Modern applications increasingly rely on continuous monitoring of video, audio, or other sensor data to provide their functionality, particularly in platforms such as the Microsoft Kinect and Google Glass. Continuous sensing by untrusted applications poses significant privacy challenges for both device users and bystanders. Even honest users will struggle to manage application permissions using existing approaches.We propose a general, extensible framework for controlling access to sensor data on multi-application continuous sensing platforms. Our approach, world-driven access control, allows real-world objects to explicitly specify access policies. This approach relieves the user's permission management burden while mediating access at the granularity of objects rather than full sensor streams. A trusted policy module on the platform senses policies in the world and modifies applications' "views" accordingly. For example, world-driven access control allows the system to automatically stop recording in bathrooms or remove bystanders from video frames, without the user prompted to specify or activate such policies. To convey and authenticate policies, we introduce passports, a new kind of certificate that includes both a policy and optionally the code for recognizing a real-world object.We implement a prototype system and use it to study the feasibility of world-driven access control in practice. Our evaluation suggests that world-driven access control can effectively reduce the user's permission management burden in emerging continuous sensing systems. Our investigation also surfaces key challenges for future access control mechanisms for continuous sensing applications. Figure 1: Sensor Privacy Concerns. Camera restrictionsare common in sensitive locations like locker rooms, where both device users' and bystanders' privacy are at risk from untrusted applications. Continuous sensing platforms like Google Glass will make it harder for honest users to mitigate such risks by managing applications' permissions. World-driven access control allows real-world objects to push policies to devices.
Immersive experiences that mix digital and real-world objects are becoming reality, but they raise serious privacy concerns as they require real-time sensor input. These experiences are already present on smartphones and game consoles via Kinect, and will eventually emerge on the web platform. However, browsers do not expose the display interfaces needed to render immersive experiences. Previous security research focuses on controlling application access to sensor input alone, and do not deal with display interfaces. Recent research in human computer interactions has explored a variety of high-level rendering interfaces for immersive experiences, but these interfaces reveal sensitive data to the application. Bringing immersive experiences to the web requires a high-level interface that mitigates privacy concerns. This paper presents SurroundWeb, the first 3D web browser, which provides the novel functionality of rendering web content onto a room while tackling many of the inherent privacy challenges. Following the principle of least privilege, we propose three abstractions for immersive rendering: 1) the room skeleton lets applications place content in response to the physical dimensions and locations of renderable surfaces in a room; 2) the detection sandbox lets applications declaratively place content near recognized objects in the room without revealing if the object is present; and 3) satellite screens let applications display content across devices registered with SurroundWeb. Through user surveys, we validate that these abstractions limit the amount of revealed information to an acceptable degree. In addition, we show that a wide range of immersive experiences can be implemented with acceptable performance.
The migration from desktop applications to Web-based services is scattering personal data across a myriad of Web sites, such as Google, Flickr, YouTube, and Amazon S3. This dispersal poses new challenges for users, making it more difficult for them to: (1) organize, search, and archive their data, much of which is now hosted by Web sites; (2) create heterogeneous, multi-Web-service object collections and share them in a protected way; and (3) manipulate their data with standard applications or scripts.In this paper, we show that a Web-service interface supporting standardized naming, protection, and object-access services can solve these problems and can greatly simplify the creation of a new generation of object-management services for the Web. We describe the implementation of Menagerie, a proof-of-concept prototype that provides these services for Web-based applications. At a high level, Menagerie creates an integrated file and object system from heterogeneous, personal Web-service objects dispersed across the Internet. We present several object-management applications we developed on Menagerie to show the practicality and benefits of our approach.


TASK INSTRUCTIONS
Examine each line of the listing below. Copy those in which the string "screenshot" appears.

PROVIDED RECORDS
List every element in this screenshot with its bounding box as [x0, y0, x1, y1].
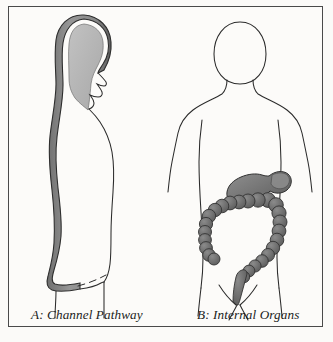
buttock-curve: [80, 282, 104, 289]
neck-and-chest-front-line: [89, 109, 114, 282]
panel-a-group: [47, 15, 114, 318]
hip-dashed-line: [78, 275, 106, 286]
stomach-fundus-shade: [271, 173, 289, 189]
rectum: [233, 270, 247, 305]
caption-row: A: Channel Pathway B: Internal Organs: [9, 303, 322, 327]
caption-panel-a: A: Channel Pathway: [31, 307, 143, 323]
anatomical-figure-illustration: [0, 0, 333, 342]
neck-shoulder-arm-left: [168, 80, 227, 192]
caption-panel-b: B: Internal Organs: [197, 307, 299, 323]
figure-root: A: Channel Pathway B: Internal Organs: [0, 0, 333, 342]
panel-b-group: [168, 22, 312, 320]
head-outline: [214, 22, 266, 84]
large-intestine: [199, 193, 288, 283]
torso-left-line: [199, 120, 203, 288]
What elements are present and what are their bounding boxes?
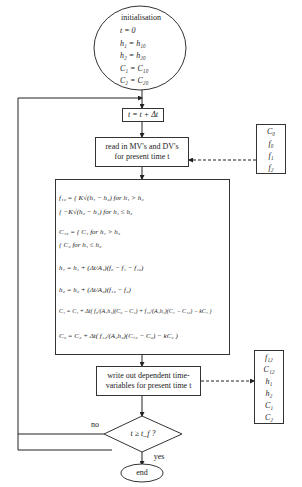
equation-f12-b: { −K√(h₂ − h₁) for h₁ ≤ h₂ (59, 208, 132, 216)
init-line: h₁ = h₁₀ (120, 38, 170, 51)
inputs-box: C₀ f₀ f₁ f₂ (256, 124, 286, 174)
output-item: C₁₂ (255, 364, 283, 376)
output-item: f₁₂ (255, 352, 283, 364)
write-line-1: write out dependent time- (97, 371, 200, 381)
equation-c12-b: { C₂ for h₁ ≤ h₂ (59, 241, 102, 249)
equation-c1: C₁ = C₁ + Δt( f₀/(A₁h₁)(C₀ − C₁) + f₁₂/(… (59, 308, 211, 314)
output-item: C₁ (255, 400, 283, 412)
input-item: f₂ (257, 162, 285, 174)
equations-box: f₁₂ = { K√(h₁ − h₂) for h₁ > h₂ { −K√(h₂… (55, 179, 230, 355)
input-item: C₀ (257, 126, 285, 138)
write-line-2: variables for present time t (97, 381, 200, 391)
init-line: t = 0 (120, 25, 170, 38)
time-step-box: t = t + Δt (122, 108, 164, 122)
output-item: h₂ (255, 388, 283, 400)
outputs-box: f₁₂ C₁₂ h₁ h₂ C₁ C₂ (254, 350, 284, 424)
read-line-1: read in MV's and DV's (96, 142, 188, 152)
output-item: C₂ (255, 412, 283, 424)
read-line-2: for present time t (96, 152, 188, 162)
init-line: C₂ = C₂₀ (120, 75, 170, 88)
read-inputs-box: read in MV's and DV's for present time t (95, 137, 189, 167)
equation-h1: h₁ = h₁ + (Δt/A₁)(f₀ − f₁ − f₁₂) (59, 264, 143, 272)
equation-c12-a: C₁₂ = { C₁ for h₁ > h₂ (59, 228, 120, 236)
write-outputs-box: write out dependent time- variables for … (96, 366, 201, 396)
init-title: initialisation (106, 13, 176, 23)
init-line: C₁ = C₁₀ (120, 63, 170, 76)
equation-h2: h₂ = h₂ + (Δt/A₂)(f₁₂ − f₂) (59, 286, 131, 294)
decision-yes-label: yes (150, 452, 168, 462)
init-lines: t = 0 h₁ = h₁₀ h₂ = h₂₀ C₁ = C₁₀ C₂ = C₂… (120, 25, 170, 88)
input-item: f₀ (257, 138, 285, 150)
decision-no-label: no (88, 420, 102, 430)
input-item: f₁ (257, 150, 285, 162)
decision-label: t ≥ t_f ? (115, 429, 171, 439)
init-line: h₂ = h₂₀ (120, 50, 170, 63)
output-item: h₁ (255, 376, 283, 388)
equation-c2: C₂ = C₂ + Δt( f₁₂/(A₂h₂)(C₁₂ − C₂) − kC₂… (59, 332, 178, 340)
end-terminator: end (122, 468, 162, 478)
equation-f12-a: f₁₂ = { K√(h₁ − h₂) for h₁ > h₂ (59, 194, 144, 202)
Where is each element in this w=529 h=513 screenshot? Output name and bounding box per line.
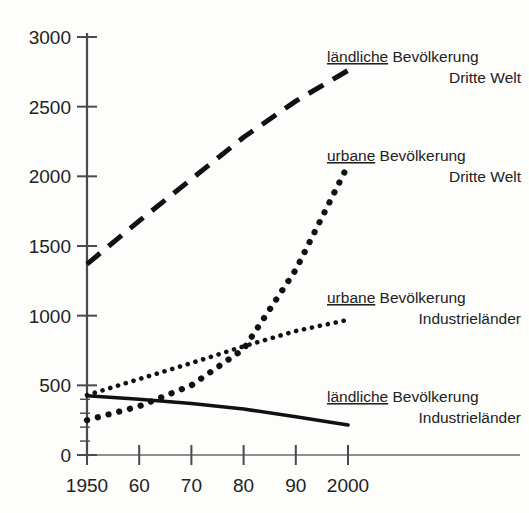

FINISHED EXERCISE
List every element in this screenshot with its bounding box as [x0, y0, x1, y1].
Where is each element in this w=529 h=513 screenshot? Output name and bounding box per line.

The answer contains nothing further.